Friday, March 6, 2015

Peoples Russians Assimilated in the Past Now Recovering Their Earlier Identities


Paul Goble

 

            Staunton, March 6 – The disappearance of non-Russian cultures as a result of Moscow’s assimilationist policies continue to attract attention, but there is another trend which may prove to be equally or even more important: the revival of groups Russians had only incompletely assimilated and their reconstitution as separate peoples.

 

            One of these, N”yola Kulomzin, who identifies himself as a Moscow-based specialist on local histories, is the Merya people which was Russified about 300 years ago but whose members now recognize themselves as different from Russians on the basis of toponomy, onomastics, and even anthropology (rufabula.com/author/moskovskj_kraeved/387).

 

            This should not disturb anyone because “the contemporary Russia people is a super-ethnos composed of the parts of peoples and cultures who have disappeared,” he says; but it frightens many because it suggests that assimilation is not a one-way street and that a nation which has assimilated others in the past may be assimilated by others or dissolve in the future.

 

            Most of the time, Kulomzin says, “the organizers of such cultural movements are from the well-educated intellectual elite which recognizes that without a national culture no region or the people who live on it will have a future.”  And consequently, the actions of “these young patriots” should be welcomed for their contribution to “a good future” for the entire country.

 

            Few of them have gone as far as becoming national movements, despite what some in the center fear, and they have not always been successful, in large part because they are based on reliable histories but on false premises.

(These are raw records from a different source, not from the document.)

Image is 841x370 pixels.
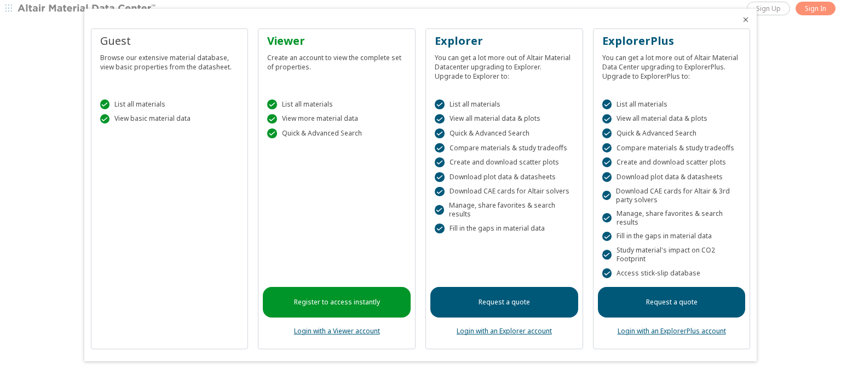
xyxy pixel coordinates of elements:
[435,158,574,167] div: Create and download scatter plots
[602,191,611,201] div: 
[435,129,444,138] div: 
[435,187,574,197] div: Download CAE cards for Altair solvers
[294,327,380,336] a: Login with a Viewer account
[435,172,444,182] div: 
[602,143,741,153] div: Compare materials & study tradeoffs
[617,327,726,336] a: Login with an ExplorerPlus account
[435,33,574,49] div: Explorer
[602,100,612,109] div: 
[435,224,444,234] div: 
[598,287,745,318] a: Request a quote
[100,114,110,124] div: 
[602,172,612,182] div: 
[602,232,741,242] div: Fill in the gaps in material data
[435,205,444,215] div: 
[267,100,406,109] div: List all materials
[267,129,406,138] div: Quick & Advanced Search
[602,114,741,124] div: View all material data & plots
[602,210,741,227] div: Manage, share favorites & search results
[602,49,741,81] div: You can get a lot more out of Altair Material Data Center upgrading to ExplorerPlus. Upgrade to E...
[430,287,578,318] a: Request a quote
[267,33,406,49] div: Viewer
[602,269,741,279] div: Access stick-slip database
[100,100,110,109] div: 
[435,143,444,153] div: 
[267,114,277,124] div: 
[267,114,406,124] div: View more material data
[267,129,277,138] div: 
[435,187,444,197] div: 
[741,15,750,24] button: Close
[435,158,444,167] div: 
[267,100,277,109] div: 
[602,232,612,242] div: 
[602,250,611,260] div: 
[602,114,612,124] div: 
[602,158,741,167] div: Create and download scatter plots
[602,33,741,49] div: ExplorerPlus
[602,269,612,279] div: 
[100,49,239,72] div: Browse our extensive material database, view basic properties from the datasheet.
[435,224,574,234] div: Fill in the gaps in material data
[435,129,574,138] div: Quick & Advanced Search
[263,287,410,318] a: Register to access instantly
[100,114,239,124] div: View basic material data
[267,49,406,72] div: Create an account to view the complete set of properties.
[602,158,612,167] div: 
[100,33,239,49] div: Guest
[435,100,444,109] div: 
[602,246,741,264] div: Study material's impact on CO2 Footprint
[100,100,239,109] div: List all materials
[435,143,574,153] div: Compare materials & study tradeoffs
[435,114,574,124] div: View all material data & plots
[602,129,612,138] div: 
[456,327,552,336] a: Login with an Explorer account
[602,100,741,109] div: List all materials
[602,187,741,205] div: Download CAE cards for Altair & 3rd party solvers
[602,129,741,138] div: Quick & Advanced Search
[435,201,574,219] div: Manage, share favorites & search results
[435,172,574,182] div: Download plot data & datasheets
[602,143,612,153] div: 
[435,100,574,109] div: List all materials
[435,49,574,81] div: You can get a lot more out of Altair Material Datacenter upgrading to Explorer. Upgrade to Explor...
[602,213,611,223] div: 
[602,172,741,182] div: Download plot data & datasheets
[435,114,444,124] div: 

The Burtases of Penza oblast and Mordvinia are an example: their actual origins are very different from what they think.

 

            .But he continues, “there exist other movements which have under them reliable historical-cultural potential such as the Chuds (Vologda and Arkhangelsk Russians), the Polovtsian-Kipchaks (Belarusian Russians), and the Baltic Slavic historical lands of the Vyatichis and Krivichis (Western Russians).’

 

            And while Kulomzin does not mention it, the fact that some of these identities cross what are now international borders means that some in the Russian government may view them as a potential resource if Moscow seeks to project power into those countries. Indeed, it could mean that some of these groups enjoy official sponsorship at least covertly at the present time.

 

             In another post, he explains how he came to be interested in the Merya people who live in the Moscow region and why he thinks this is anything but an intellectual dead end, despite the attitude of some around him that attempts “to revive the traditions of a Finno-Ugric tribe which disappeared long ago are senseless” (merjamaa.ru/news/merja_zdes_i_sejchas/2015-03-05-989).

 

            Focusing on local traditions enriches the understanding of the Motherland, he says, and prevents it from becoming simply an abstraction offered on television.  And it is part of a more general effort to protect the environment human as well as natural from despoliation, a combination that may explain part of its attraction for many.

 

            “In our days,” Kulomzin argues, “the return of people to their local roots is becoming ever more clearly marked,” and that trend in turn is allowing them to “again acquire a Motherland which is really worth protecting and defending from those things which destroy it,” a view based on an understanding of the country and nation as things distinct from the state.